YOUR ASSIGNMENT:
Return the data that follows exactly, with each line intact.

RECORDED DATA:
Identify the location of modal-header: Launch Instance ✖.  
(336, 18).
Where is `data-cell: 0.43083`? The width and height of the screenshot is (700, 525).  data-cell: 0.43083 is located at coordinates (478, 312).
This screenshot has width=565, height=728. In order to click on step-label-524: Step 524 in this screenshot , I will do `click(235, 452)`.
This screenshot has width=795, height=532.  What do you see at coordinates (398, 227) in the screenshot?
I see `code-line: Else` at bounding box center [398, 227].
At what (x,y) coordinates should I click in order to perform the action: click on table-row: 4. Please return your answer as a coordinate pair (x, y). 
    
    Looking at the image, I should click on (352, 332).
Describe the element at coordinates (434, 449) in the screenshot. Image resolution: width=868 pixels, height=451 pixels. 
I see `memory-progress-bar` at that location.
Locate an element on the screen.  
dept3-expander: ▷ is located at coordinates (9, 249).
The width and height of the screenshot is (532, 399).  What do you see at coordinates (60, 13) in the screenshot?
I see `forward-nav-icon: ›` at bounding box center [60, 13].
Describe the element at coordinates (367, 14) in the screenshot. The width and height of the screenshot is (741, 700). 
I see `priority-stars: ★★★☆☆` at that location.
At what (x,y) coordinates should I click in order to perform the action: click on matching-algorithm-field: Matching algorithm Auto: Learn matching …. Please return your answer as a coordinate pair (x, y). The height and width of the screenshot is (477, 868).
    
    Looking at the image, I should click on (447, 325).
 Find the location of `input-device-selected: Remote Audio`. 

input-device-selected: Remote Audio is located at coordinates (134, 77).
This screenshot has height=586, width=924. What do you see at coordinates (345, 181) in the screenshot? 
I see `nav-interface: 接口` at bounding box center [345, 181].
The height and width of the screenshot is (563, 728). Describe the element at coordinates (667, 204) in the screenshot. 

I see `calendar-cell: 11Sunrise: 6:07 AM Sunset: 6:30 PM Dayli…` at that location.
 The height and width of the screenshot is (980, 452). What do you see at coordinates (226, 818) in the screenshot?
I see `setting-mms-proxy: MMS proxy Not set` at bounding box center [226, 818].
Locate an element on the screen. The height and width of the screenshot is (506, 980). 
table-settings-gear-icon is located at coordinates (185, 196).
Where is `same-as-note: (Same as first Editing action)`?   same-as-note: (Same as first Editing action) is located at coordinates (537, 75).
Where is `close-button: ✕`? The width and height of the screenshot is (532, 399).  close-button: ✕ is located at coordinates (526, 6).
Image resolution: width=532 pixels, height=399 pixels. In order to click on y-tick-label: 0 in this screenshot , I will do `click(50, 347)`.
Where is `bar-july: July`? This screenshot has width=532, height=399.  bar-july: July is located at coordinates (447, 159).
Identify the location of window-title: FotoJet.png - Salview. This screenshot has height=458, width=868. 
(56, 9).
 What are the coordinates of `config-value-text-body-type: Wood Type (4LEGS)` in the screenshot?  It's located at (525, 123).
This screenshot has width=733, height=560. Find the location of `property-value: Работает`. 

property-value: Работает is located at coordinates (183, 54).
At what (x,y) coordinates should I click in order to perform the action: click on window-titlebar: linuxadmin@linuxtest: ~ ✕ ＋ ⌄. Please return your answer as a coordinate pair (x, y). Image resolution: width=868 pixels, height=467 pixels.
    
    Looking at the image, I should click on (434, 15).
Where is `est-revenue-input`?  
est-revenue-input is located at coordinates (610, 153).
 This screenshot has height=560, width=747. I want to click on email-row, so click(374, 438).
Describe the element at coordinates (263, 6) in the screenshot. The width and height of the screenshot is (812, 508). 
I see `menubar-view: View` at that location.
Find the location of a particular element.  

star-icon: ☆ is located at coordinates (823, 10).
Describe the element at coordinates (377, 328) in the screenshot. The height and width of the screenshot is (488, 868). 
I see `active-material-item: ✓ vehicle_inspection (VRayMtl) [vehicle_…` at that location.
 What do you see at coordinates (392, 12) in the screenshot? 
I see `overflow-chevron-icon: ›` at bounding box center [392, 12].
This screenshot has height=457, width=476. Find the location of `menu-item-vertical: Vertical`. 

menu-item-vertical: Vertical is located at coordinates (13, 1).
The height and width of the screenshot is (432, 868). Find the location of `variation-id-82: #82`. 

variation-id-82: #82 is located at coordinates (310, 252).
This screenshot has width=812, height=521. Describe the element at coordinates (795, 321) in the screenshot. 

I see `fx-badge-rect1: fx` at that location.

SOLUTION TO THIS TASK:
Identify the location of modal-header: Launch Instance ✖.  
(336, 18).
Where is `data-cell: 0.43083`? The width and height of the screenshot is (700, 525).  data-cell: 0.43083 is located at coordinates (478, 312).
This screenshot has width=565, height=728. In order to click on step-label-524: Step 524 in this screenshot , I will do `click(235, 452)`.
This screenshot has width=795, height=532.  What do you see at coordinates (398, 227) in the screenshot?
I see `code-line: Else` at bounding box center [398, 227].
At what (x,y) coordinates should I click in order to perform the action: click on table-row: 4. Please return your answer as a coordinate pair (x, y). 
    
    Looking at the image, I should click on (352, 332).
Describe the element at coordinates (434, 449) in the screenshot. Image resolution: width=868 pixels, height=451 pixels. 
I see `memory-progress-bar` at that location.
Locate an element on the screen.  
dept3-expander: ▷ is located at coordinates (9, 249).
The width and height of the screenshot is (532, 399).  What do you see at coordinates (60, 13) in the screenshot?
I see `forward-nav-icon: ›` at bounding box center [60, 13].
Describe the element at coordinates (367, 14) in the screenshot. The width and height of the screenshot is (741, 700). 
I see `priority-stars: ★★★☆☆` at that location.
At what (x,y) coordinates should I click in order to perform the action: click on matching-algorithm-field: Matching algorithm Auto: Learn matching …. Please return your answer as a coordinate pair (x, y). The height and width of the screenshot is (477, 868).
    
    Looking at the image, I should click on (447, 325).
 Find the location of `input-device-selected: Remote Audio`. 

input-device-selected: Remote Audio is located at coordinates (134, 77).
This screenshot has height=586, width=924. What do you see at coordinates (345, 181) in the screenshot? 
I see `nav-interface: 接口` at bounding box center [345, 181].
The height and width of the screenshot is (563, 728). Describe the element at coordinates (667, 204) in the screenshot. 

I see `calendar-cell: 11Sunrise: 6:07 AM Sunset: 6:30 PM Dayli…` at that location.
 The height and width of the screenshot is (980, 452). What do you see at coordinates (226, 818) in the screenshot?
I see `setting-mms-proxy: MMS proxy Not set` at bounding box center [226, 818].
Locate an element on the screen. The height and width of the screenshot is (506, 980). 
table-settings-gear-icon is located at coordinates (185, 196).
Where is `same-as-note: (Same as first Editing action)`?   same-as-note: (Same as first Editing action) is located at coordinates (537, 75).
Where is `close-button: ✕`? The width and height of the screenshot is (532, 399).  close-button: ✕ is located at coordinates (526, 6).
Image resolution: width=532 pixels, height=399 pixels. In order to click on y-tick-label: 0 in this screenshot , I will do `click(50, 347)`.
Where is `bar-july: July`? This screenshot has width=532, height=399.  bar-july: July is located at coordinates (447, 159).
Identify the location of window-title: FotoJet.png - Salview. This screenshot has height=458, width=868. 
(56, 9).
 What are the coordinates of `config-value-text-body-type: Wood Type (4LEGS)` in the screenshot?  It's located at (525, 123).
This screenshot has width=733, height=560. Find the location of `property-value: Работает`. 

property-value: Работает is located at coordinates (183, 54).
At what (x,y) coordinates should I click in order to perform the action: click on window-titlebar: linuxadmin@linuxtest: ~ ✕ ＋ ⌄. Please return your answer as a coordinate pair (x, y). Image resolution: width=868 pixels, height=467 pixels.
    
    Looking at the image, I should click on (434, 15).
Where is `est-revenue-input`?  
est-revenue-input is located at coordinates (610, 153).
 This screenshot has height=560, width=747. I want to click on email-row, so click(374, 438).
Describe the element at coordinates (263, 6) in the screenshot. The width and height of the screenshot is (812, 508). 
I see `menubar-view: View` at that location.
Find the location of a particular element.  

star-icon: ☆ is located at coordinates (823, 10).
Describe the element at coordinates (377, 328) in the screenshot. The height and width of the screenshot is (488, 868). 
I see `active-material-item: ✓ vehicle_inspection (VRayMtl) [vehicle_…` at that location.
 What do you see at coordinates (392, 12) in the screenshot? 
I see `overflow-chevron-icon: ›` at bounding box center [392, 12].
This screenshot has height=457, width=476. Find the location of `menu-item-vertical: Vertical`. 

menu-item-vertical: Vertical is located at coordinates (13, 1).
The height and width of the screenshot is (432, 868). Find the location of `variation-id-82: #82`. 

variation-id-82: #82 is located at coordinates (310, 252).
This screenshot has width=812, height=521. Describe the element at coordinates (795, 321) in the screenshot. 

I see `fx-badge-rect1: fx` at that location.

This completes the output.